So I wanted an app server.
How hard could it be right? Well, not really that hard at all.
I was tired of having a static site served by apache. I want to do some cool stuff with the google APIs, like maybe a form submit where the results end up in a google doc for me. To do that I need more than hugo’s static site generation. But I didn’t want to get rid of hugo because I like a lot of it’s features, so I added nodejs on top of it as the application server.
It really wasn’t hard to set up. The most difficult part is thinking through the deployment package. I decided my .js files will be inside a special /node
directory inside static
, so hugo will copy them as-is into the output directory /public
. The public directory then looks like this after hugo generates the site:
public/ | -- node | | -- server.js | | -- index.html | -- 404.html | -- etc...
As it turns out, its pretty easy to set up a web server on node. I installed a basic web framework called express and I was off and running with a 25 line .js file:
#!/usr/bin/env node
port = 80
if(process.argv.length > 2){
port = parseInt(process.argv[2])
}
var express = require('express')
var app = express()
//hide everything in the node folder
app.use('/node', function (req, res, next) {
res.status(404).sendFile('404.html', {root: process.cwd()});
})
app.use(express.static('.'))
app.use(function(req, res, next) {
res.status(404).sendFile('404.html', {root: process.cwd()});
});
console.log('listening on port ' + port)
app.listen(port)
The big deal is the three app.use(
statements in the middle. The first one hides the /node folder, intercepting any requests and returning a 404 so noone can see the code running my site (important for later when I add fancy things). The second serves up my whole static site. It would serve up my js files too if not for the first one. The third is a 404 handler which responds with my 404.html web page.
Running it on the actual server box should be easy enough as well. First I had to go install node, using instructions found here. Then I was able to install express using npm.
I put the blog content in ~/blog, and can serve it up from there with sudo node node/server.js
. One important piece was where to put the node_modules directory. I moved it to ~/node_modules
, so it’s not served up by the static site server, and node can find it there just fine.
Now, I don’t want to start the server with sudo every time, because I want the app to run as ec2-user and not as root. Now that it’s no longer just a static site I need to be more worried about security. Unfortunately ec2-user can’t bind to port 80, so I had to do an IPTABLES redirect:iptables -t nat -A PREROUTING -p tcp --dport 80 -j REDIRECT --to-port 8080
now I can start up the server on 8080 as a normal user, and it all works great:node node/server.js 8080
One last thing, I want to set up an automated process to monitor my server and reload whenever I upload changes. I’m using pm2 which is a pretty nifty tool:pm2 start node/server.js --watch -- 8080
And I can see the list of running prcesses with pm2 list
, and see details of my server process with pm2 show server
. With the “–watch” flag, it automatically detects changes to my files and restarts the process. I didn’t even really have to change my deploy script!
pm2 monit
:
Well, all that was fun. Now I have the capability through node.js to add more fun features to my blog in the future. Who knows what crazy things I’ll fire up on that thing next?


**PROBLEM DESCRIPTION**
Each line that includes the word "annotations" should be copied from the records.

**AVAILABLE DATA**

★ ★ ★ ★ ★ ★ ★

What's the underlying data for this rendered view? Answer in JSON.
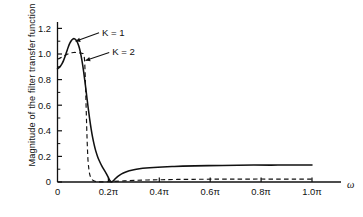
{
  "chart_data": {
    "type": "line",
    "title": "",
    "xlabel": "ω",
    "ylabel": "Magnitude of the filter transfer function",
    "xlim": [
      0,
      1.08
    ],
    "ylim": [
      0,
      1.25
    ],
    "xticks": [
      0,
      0.2,
      0.4,
      0.6,
      0.8,
      1.0
    ],
    "xticklabels": [
      "0",
      "0.2π",
      "0.4π",
      "0.6π",
      "0.8π",
      "1.0π"
    ],
    "yticks": [
      0,
      0.2,
      0.4,
      0.6,
      0.8,
      1.0,
      1.2
    ],
    "yticklabels": [
      "0",
      "0.2",
      "0.4",
      "0.6",
      "0.8",
      "1.0",
      "1.2"
    ],
    "grid": false,
    "legend_position": "inline-annotations",
    "annotations": [
      {
        "text": "K = 1",
        "x": 0.175,
        "y": 1.17,
        "points_to_x": 0.073,
        "points_to_y": 1.1
      },
      {
        "text": "K = 2",
        "x": 0.215,
        "y": 1.015,
        "points_to_x": 0.112,
        "points_to_y": 0.95
      }
    ],
    "series": [
      {
        "name": "K = 1",
        "style": "solid",
        "color": "#111111",
        "points": [
          [
            0.0,
            0.885
          ],
          [
            0.006,
            0.893
          ],
          [
            0.012,
            0.906
          ],
          [
            0.018,
            0.925
          ],
          [
            0.024,
            0.95
          ],
          [
            0.03,
            0.982
          ],
          [
            0.036,
            1.018
          ],
          [
            0.042,
            1.053
          ],
          [
            0.048,
            1.083
          ],
          [
            0.054,
            1.104
          ],
          [
            0.06,
            1.117
          ],
          [
            0.066,
            1.12
          ],
          [
            0.072,
            1.112
          ],
          [
            0.078,
            1.092
          ],
          [
            0.084,
            1.06
          ],
          [
            0.09,
            1.013
          ],
          [
            0.096,
            0.95
          ],
          [
            0.102,
            0.872
          ],
          [
            0.108,
            0.782
          ],
          [
            0.114,
            0.685
          ],
          [
            0.12,
            0.588
          ],
          [
            0.126,
            0.497
          ],
          [
            0.132,
            0.417
          ],
          [
            0.138,
            0.348
          ],
          [
            0.144,
            0.292
          ],
          [
            0.15,
            0.245
          ],
          [
            0.158,
            0.196
          ],
          [
            0.166,
            0.158
          ],
          [
            0.174,
            0.126
          ],
          [
            0.182,
            0.098
          ],
          [
            0.19,
            0.072
          ],
          [
            0.196,
            0.05
          ],
          [
            0.201,
            0.03
          ],
          [
            0.205,
            0.014
          ],
          [
            0.209,
            0.004
          ],
          [
            0.212,
            0.0
          ],
          [
            0.216,
            0.004
          ],
          [
            0.222,
            0.015
          ],
          [
            0.23,
            0.031
          ],
          [
            0.24,
            0.048
          ],
          [
            0.252,
            0.063
          ],
          [
            0.266,
            0.076
          ],
          [
            0.282,
            0.087
          ],
          [
            0.3,
            0.096
          ],
          [
            0.322,
            0.103
          ],
          [
            0.348,
            0.109
          ],
          [
            0.378,
            0.114
          ],
          [
            0.412,
            0.118
          ],
          [
            0.45,
            0.121
          ],
          [
            0.492,
            0.124
          ],
          [
            0.54,
            0.126
          ],
          [
            0.592,
            0.128
          ],
          [
            0.648,
            0.129
          ],
          [
            0.708,
            0.131
          ],
          [
            0.772,
            0.132
          ],
          [
            0.84,
            0.132
          ],
          [
            0.91,
            0.133
          ],
          [
            0.96,
            0.133
          ],
          [
            1.0,
            0.133
          ]
        ]
      },
      {
        "name": "K = 2",
        "style": "dashed",
        "color": "#111111",
        "points": [
          [
            0.0,
            0.96
          ],
          [
            0.008,
            0.966
          ],
          [
            0.016,
            0.974
          ],
          [
            0.024,
            0.983
          ],
          [
            0.032,
            0.992
          ],
          [
            0.04,
            1.0
          ],
          [
            0.048,
            1.006
          ],
          [
            0.056,
            1.01
          ],
          [
            0.064,
            1.012
          ],
          [
            0.072,
            1.012
          ],
          [
            0.08,
            1.01
          ],
          [
            0.088,
            1.008
          ],
          [
            0.094,
            1.006
          ],
          [
            0.099,
            1.004
          ],
          [
            0.103,
            0.995
          ],
          [
            0.106,
            0.96
          ],
          [
            0.108,
            0.88
          ],
          [
            0.11,
            0.76
          ],
          [
            0.112,
            0.62
          ],
          [
            0.114,
            0.48
          ],
          [
            0.116,
            0.35
          ],
          [
            0.118,
            0.245
          ],
          [
            0.12,
            0.165
          ],
          [
            0.123,
            0.105
          ],
          [
            0.126,
            0.065
          ],
          [
            0.13,
            0.038
          ],
          [
            0.135,
            0.021
          ],
          [
            0.141,
            0.011
          ],
          [
            0.148,
            0.005
          ],
          [
            0.158,
            0.002
          ],
          [
            0.172,
            0.001
          ],
          [
            0.195,
            0.002
          ],
          [
            0.225,
            0.005
          ],
          [
            0.262,
            0.009
          ],
          [
            0.305,
            0.013
          ],
          [
            0.355,
            0.016
          ],
          [
            0.41,
            0.018
          ],
          [
            0.47,
            0.02
          ],
          [
            0.535,
            0.021
          ],
          [
            0.605,
            0.022
          ],
          [
            0.68,
            0.022
          ],
          [
            0.76,
            0.023
          ],
          [
            0.845,
            0.023
          ],
          [
            0.93,
            0.023
          ],
          [
            1.0,
            0.023
          ]
        ]
      }
    ]
  }
}
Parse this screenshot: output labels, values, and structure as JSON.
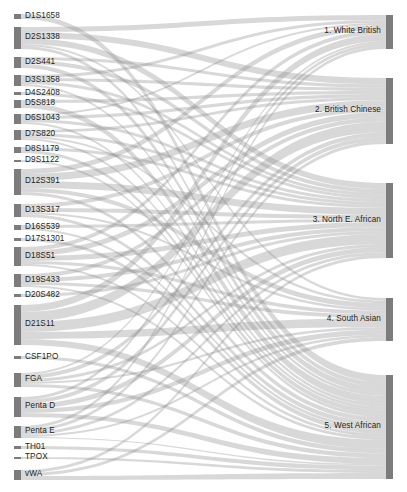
{
  "chart_data": {
    "type": "sankey",
    "title": "",
    "subtitle": "",
    "xlabel": "",
    "ylabel": "",
    "legend_position": "none",
    "grid": false,
    "orientation": "left-to-right",
    "node_color": "#7c7c7c",
    "link_color": "#8c8c8c",
    "link_opacity": 0.34,
    "background": "#ffffff",
    "source_axis_label": "STR marker locus",
    "target_axis_label": "Population group",
    "sources": [
      {
        "id": "D1S1658",
        "label": "D1S1658",
        "value": 5,
        "y0": 14,
        "y1": 19,
        "label_y": 16.5
      },
      {
        "id": "D2S1338",
        "label": "D2S1338",
        "value": 22,
        "y0": 27,
        "y1": 49,
        "label_y": 38.0
      },
      {
        "id": "D2S441",
        "label": "D2S441",
        "value": 11,
        "y0": 57,
        "y1": 68,
        "label_y": 62.5
      },
      {
        "id": "D3S1358",
        "label": "D3S1358",
        "value": 11,
        "y0": 75,
        "y1": 86,
        "label_y": 80.5
      },
      {
        "id": "D4S2408",
        "label": "D4S2408",
        "value": 3,
        "y0": 92,
        "y1": 95,
        "label_y": 93.5
      },
      {
        "id": "D5S818",
        "label": "D5S818",
        "value": 8,
        "y0": 100,
        "y1": 108,
        "label_y": 104.0
      },
      {
        "id": "D6S1043",
        "label": "D6S1043",
        "value": 10,
        "y0": 114,
        "y1": 124,
        "label_y": 119.0
      },
      {
        "id": "D7S820",
        "label": "D7S820",
        "value": 10,
        "y0": 130,
        "y1": 140,
        "label_y": 135.0
      },
      {
        "id": "D8S1179",
        "label": "D8S1179",
        "value": 6,
        "y0": 147,
        "y1": 153,
        "label_y": 150.0
      },
      {
        "id": "D9S1122",
        "label": "D9S1122",
        "value": 2,
        "y0": 160,
        "y1": 162,
        "label_y": 161.0
      },
      {
        "id": "D12S391",
        "label": "D12S391",
        "value": 26,
        "y0": 169,
        "y1": 195,
        "label_y": 182.0
      },
      {
        "id": "D13S317",
        "label": "D13S317",
        "value": 13,
        "y0": 204,
        "y1": 217,
        "label_y": 210.5
      },
      {
        "id": "D16S539",
        "label": "D16S539",
        "value": 5,
        "y0": 225,
        "y1": 230,
        "label_y": 227.5
      },
      {
        "id": "D17S1301",
        "label": "D17S1301",
        "value": 3,
        "y0": 238,
        "y1": 241,
        "label_y": 239.5
      },
      {
        "id": "D18S51",
        "label": "D18S51",
        "value": 19,
        "y0": 247,
        "y1": 266,
        "label_y": 256.5
      },
      {
        "id": "D19S433",
        "label": "D19S433",
        "value": 13,
        "y0": 274,
        "y1": 287,
        "label_y": 280.5
      },
      {
        "id": "D20S482",
        "label": "D20S482",
        "value": 3,
        "y0": 294,
        "y1": 297,
        "label_y": 295.5
      },
      {
        "id": "D21S11",
        "label": "D21S11",
        "value": 40,
        "y0": 305,
        "y1": 345,
        "label_y": 325.0
      },
      {
        "id": "CSF1PO",
        "label": "CSF1PO",
        "value": 3,
        "y0": 356,
        "y1": 359,
        "label_y": 357.5
      },
      {
        "id": "FGA",
        "label": "FGA",
        "value": 14,
        "y0": 373,
        "y1": 387,
        "label_y": 380.0
      },
      {
        "id": "PentaD",
        "label": "Penta D",
        "value": 20,
        "y0": 397,
        "y1": 417,
        "label_y": 407.0
      },
      {
        "id": "PentaE",
        "label": "Penta E",
        "value": 12,
        "y0": 426,
        "y1": 438,
        "label_y": 432.0
      },
      {
        "id": "TH01",
        "label": "TH01",
        "value": 3,
        "y0": 446,
        "y1": 449,
        "label_y": 447.5
      },
      {
        "id": "TPOX",
        "label": "TPOX",
        "value": 2,
        "y0": 457,
        "y1": 459,
        "label_y": 458.0
      },
      {
        "id": "vWA",
        "label": "vWA",
        "value": 10,
        "y0": 470,
        "y1": 480,
        "label_y": 475.0
      }
    ],
    "targets": [
      {
        "id": "white_british",
        "label": "1. White British",
        "value": 34,
        "y0": 15,
        "y1": 49,
        "label_y": 32.0
      },
      {
        "id": "british_chinese",
        "label": "2. British Chinese",
        "value": 66,
        "y0": 78,
        "y1": 144,
        "label_y": 111.0
      },
      {
        "id": "north_e_african",
        "label": "3. North E. African",
        "value": 75,
        "y0": 183,
        "y1": 258,
        "label_y": 220.5
      },
      {
        "id": "south_asian",
        "label": "4. South Asian",
        "value": 43,
        "y0": 298,
        "y1": 341,
        "label_y": 319.5
      },
      {
        "id": "west_african",
        "label": "5. West African",
        "value": 104,
        "y0": 375,
        "y1": 479,
        "label_y": 427.0
      }
    ],
    "links": [
      {
        "source": "D1S1658",
        "target": "west_african",
        "value": 5
      },
      {
        "source": "D2S1338",
        "target": "white_british",
        "value": 5
      },
      {
        "source": "D2S1338",
        "target": "british_chinese",
        "value": 6
      },
      {
        "source": "D2S1338",
        "target": "north_e_african",
        "value": 6
      },
      {
        "source": "D2S1338",
        "target": "south_asian",
        "value": 2
      },
      {
        "source": "D2S1338",
        "target": "west_african",
        "value": 3
      },
      {
        "source": "D2S441",
        "target": "british_chinese",
        "value": 3
      },
      {
        "source": "D2S441",
        "target": "north_e_african",
        "value": 4
      },
      {
        "source": "D2S441",
        "target": "west_african",
        "value": 4
      },
      {
        "source": "D3S1358",
        "target": "white_british",
        "value": 3
      },
      {
        "source": "D3S1358",
        "target": "british_chinese",
        "value": 3
      },
      {
        "source": "D3S1358",
        "target": "north_e_african",
        "value": 3
      },
      {
        "source": "D3S1358",
        "target": "west_african",
        "value": 2
      },
      {
        "source": "D4S2408",
        "target": "north_e_african",
        "value": 3
      },
      {
        "source": "D5S818",
        "target": "british_chinese",
        "value": 3
      },
      {
        "source": "D5S818",
        "target": "west_african",
        "value": 5
      },
      {
        "source": "D6S1043",
        "target": "white_british",
        "value": 2
      },
      {
        "source": "D6S1043",
        "target": "british_chinese",
        "value": 3
      },
      {
        "source": "D6S1043",
        "target": "north_e_african",
        "value": 3
      },
      {
        "source": "D6S1043",
        "target": "west_african",
        "value": 2
      },
      {
        "source": "D7S820",
        "target": "british_chinese",
        "value": 3
      },
      {
        "source": "D7S820",
        "target": "north_e_african",
        "value": 3
      },
      {
        "source": "D7S820",
        "target": "south_asian",
        "value": 2
      },
      {
        "source": "D7S820",
        "target": "west_african",
        "value": 2
      },
      {
        "source": "D8S1179",
        "target": "north_e_african",
        "value": 3
      },
      {
        "source": "D8S1179",
        "target": "west_african",
        "value": 3
      },
      {
        "source": "D9S1122",
        "target": "west_african",
        "value": 2
      },
      {
        "source": "D12S391",
        "target": "white_british",
        "value": 5
      },
      {
        "source": "D12S391",
        "target": "british_chinese",
        "value": 7
      },
      {
        "source": "D12S391",
        "target": "north_e_african",
        "value": 7
      },
      {
        "source": "D12S391",
        "target": "south_asian",
        "value": 4
      },
      {
        "source": "D12S391",
        "target": "west_african",
        "value": 3
      },
      {
        "source": "D13S317",
        "target": "british_chinese",
        "value": 4
      },
      {
        "source": "D13S317",
        "target": "north_e_african",
        "value": 4
      },
      {
        "source": "D13S317",
        "target": "south_asian",
        "value": 2
      },
      {
        "source": "D13S317",
        "target": "west_african",
        "value": 3
      },
      {
        "source": "D16S539",
        "target": "north_e_african",
        "value": 3
      },
      {
        "source": "D16S539",
        "target": "west_african",
        "value": 2
      },
      {
        "source": "D17S1301",
        "target": "west_african",
        "value": 3
      },
      {
        "source": "D18S51",
        "target": "white_british",
        "value": 4
      },
      {
        "source": "D18S51",
        "target": "british_chinese",
        "value": 5
      },
      {
        "source": "D18S51",
        "target": "north_e_african",
        "value": 5
      },
      {
        "source": "D18S51",
        "target": "south_asian",
        "value": 3
      },
      {
        "source": "D18S51",
        "target": "west_african",
        "value": 2
      },
      {
        "source": "D19S433",
        "target": "british_chinese",
        "value": 4
      },
      {
        "source": "D19S433",
        "target": "north_e_african",
        "value": 4
      },
      {
        "source": "D19S433",
        "target": "south_asian",
        "value": 3
      },
      {
        "source": "D19S433",
        "target": "west_african",
        "value": 2
      },
      {
        "source": "D20S482",
        "target": "north_e_african",
        "value": 3
      },
      {
        "source": "D21S11",
        "target": "white_british",
        "value": 7
      },
      {
        "source": "D21S11",
        "target": "british_chinese",
        "value": 10
      },
      {
        "source": "D21S11",
        "target": "north_e_african",
        "value": 10
      },
      {
        "source": "D21S11",
        "target": "south_asian",
        "value": 7
      },
      {
        "source": "D21S11",
        "target": "west_african",
        "value": 6
      },
      {
        "source": "CSF1PO",
        "target": "west_african",
        "value": 3
      },
      {
        "source": "FGA",
        "target": "white_british",
        "value": 2
      },
      {
        "source": "FGA",
        "target": "british_chinese",
        "value": 4
      },
      {
        "source": "FGA",
        "target": "north_e_african",
        "value": 3
      },
      {
        "source": "FGA",
        "target": "south_asian",
        "value": 2
      },
      {
        "source": "FGA",
        "target": "west_african",
        "value": 3
      },
      {
        "source": "PentaD",
        "target": "white_british",
        "value": 3
      },
      {
        "source": "PentaD",
        "target": "british_chinese",
        "value": 4
      },
      {
        "source": "PentaD",
        "target": "north_e_african",
        "value": 5
      },
      {
        "source": "PentaD",
        "target": "south_asian",
        "value": 4
      },
      {
        "source": "PentaD",
        "target": "west_african",
        "value": 4
      },
      {
        "source": "PentaE",
        "target": "white_british",
        "value": 3
      },
      {
        "source": "PentaE",
        "target": "british_chinese",
        "value": 3
      },
      {
        "source": "PentaE",
        "target": "north_e_african",
        "value": 3
      },
      {
        "source": "PentaE",
        "target": "south_asian",
        "value": 2
      },
      {
        "source": "PentaE",
        "target": "west_african",
        "value": 1
      },
      {
        "source": "TH01",
        "target": "west_african",
        "value": 3
      },
      {
        "source": "TPOX",
        "target": "west_african",
        "value": 2
      },
      {
        "source": "vWA",
        "target": "north_e_african",
        "value": 3
      },
      {
        "source": "vWA",
        "target": "south_asian",
        "value": 3
      },
      {
        "source": "vWA",
        "target": "west_african",
        "value": 4
      }
    ]
  },
  "layout": {
    "width": 407,
    "height": 492,
    "left_node_x": 14,
    "left_node_width": 7,
    "right_node_x": 386,
    "right_node_width": 7,
    "left_label_x": 25,
    "right_label_x": 381
  }
}
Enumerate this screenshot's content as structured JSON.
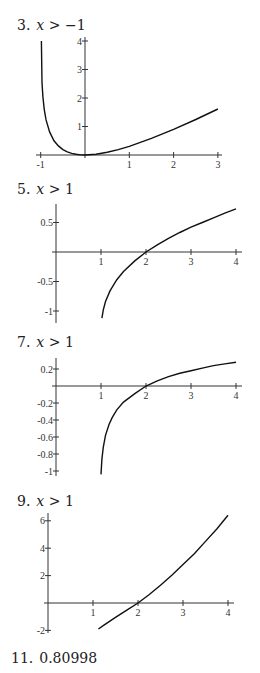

★ ★ ★ ★ ★ ★ ★

**EXERCISE RESULT**
    "legend_position": "inline-annotations",
    "annotations": [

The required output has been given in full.